In the early months of the pandemic, the general public was advised that the benefits of masking might be outweighed by the risks of transferring virus from your mask to your nose or eyes while putting the mask on or taking it off. Now nearly all countries in the world require masks to be worn indoors (except in bars and restaurants), but the risk of mask contamination is still held out as a major consideration. Thus, you should not wear masks that are contaminated, and you should clean your hands before and after handling your mask. This is certainly good advice you should follow whenever you can, but sometimes we have awkward situations and need to make some practical decisions. So how large is the self-contamination risk under typical conditions, relative to the risk of using, say, a poorer mask?
A simplified model of mask self-contamination
Consider typical non-medical conditions. You are making a trip to a store, or on a bus, and nobody has sneezed on your mask, your hands, or a surface on which you placed the mask. I’m talking about the contamination of the mask that occurs because you are inhaling air, and your mask has done its job by catching most of the particles carried by that air.
Suppose that over some period of time, you inhale (with no mask) 10,000 viruses carried by droplets and aerosols with a wide range of sizes. Mask efficiencies vary, but you might expect that with a mask, you will inhale only 1000 viruses. Nearly all will land on the lining of your respiratory system – this is your dose.
You now have a mask with 9000 viruses embedded in the filtration material. How many of these viruses would be transferred from the mask to the mucus membranes of your eye or your nose? As far as I know, there have been no quantitative studies of this problem, and the theoretical risk of self-contamination has been supported primarily by studies that show that used masks contain detectable amounts of virus .
The transfer of viruses from the mask to your mucus membranes would normally have 3 stages.
- Your fingers must touch the contaminated portions of the mask. Considering typical mask and finger sizes, I guess you contact 20% of the mask area with your fingers.
- For contacted areas of the mask, your fingers will pick up only a fraction of the particles embedded through the thickness of the mask. These particles in the mask adhere to the filter material at least as strongly, say as pencil graphite adheres to paper, which does not brush off easily onto your fingers. Let’s assume 3% of the particles in the contacted area transfer to your fingers based on fomite transfer efficiency tests.
- The contaminated portions of your fingers need to contact your mucus membranes. This isn’t always going to happen, and even when it does, transfer will not be 100%. Assume 30% transfer probability for this last stage.
Multiplying the efficiencies for these 3 stages, we expect your dose will be increased by only 16 viruses by mask contamination, compared to 1000 viruses coming from mask inefficiency, or 10,000 if you skip the mask altogether. The risk of mask contamination is reduced further when the natural decay of the virus is considered. On cardboard, the half-life of SARS CoV2 is about 3.5 hours.
The absolute numbers in these calculations mean nothing, and the transfer model has huge uncertainty, but it looks as if the risk of self contamination is far, far lower than the risk of using a mask that leaks, and trivial compared to the risk of not wearing a mask at all. Again, this assumes the mask and your hands are not grossly contaminated, but maintaining hand hygiene is an important regardless of your masking practices.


• **Task statement**
Set down the entries again word for word, without any of the images.
..........
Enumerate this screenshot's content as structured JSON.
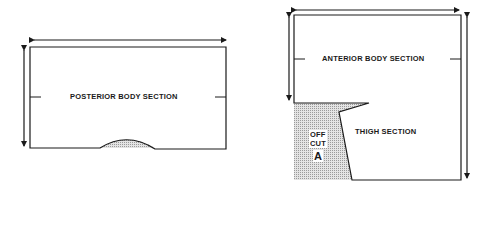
{
  "diagram": {
    "posterior": {
      "label": "POSTERIOR BODY SECTION"
    },
    "anterior": {
      "label": "ANTERIOR BODY SECTION"
    },
    "thigh": {
      "label": "THIGH SECTION"
    },
    "offcut": {
      "line1": "OFF",
      "line2": "CUT",
      "letter": "A"
    },
    "colors": {
      "stroke": "#1a1a1a",
      "shade": "#b8b8b8"
    }
  }
}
..........
• **Task response**
Enumerate this screenshot's content as structured JSON.
{
  "diagram": {
    "posterior": {
      "label": "POSTERIOR BODY SECTION"
    },
    "anterior": {
      "label": "ANTERIOR BODY SECTION"
    },
    "thigh": {
      "label": "THIGH SECTION"
    },
    "offcut": {
      "line1": "OFF",
      "line2": "CUT",
      "letter": "A"
    },
    "colors": {
      "stroke": "#1a1a1a",
      "shade": "#b8b8b8"
    }
  }
}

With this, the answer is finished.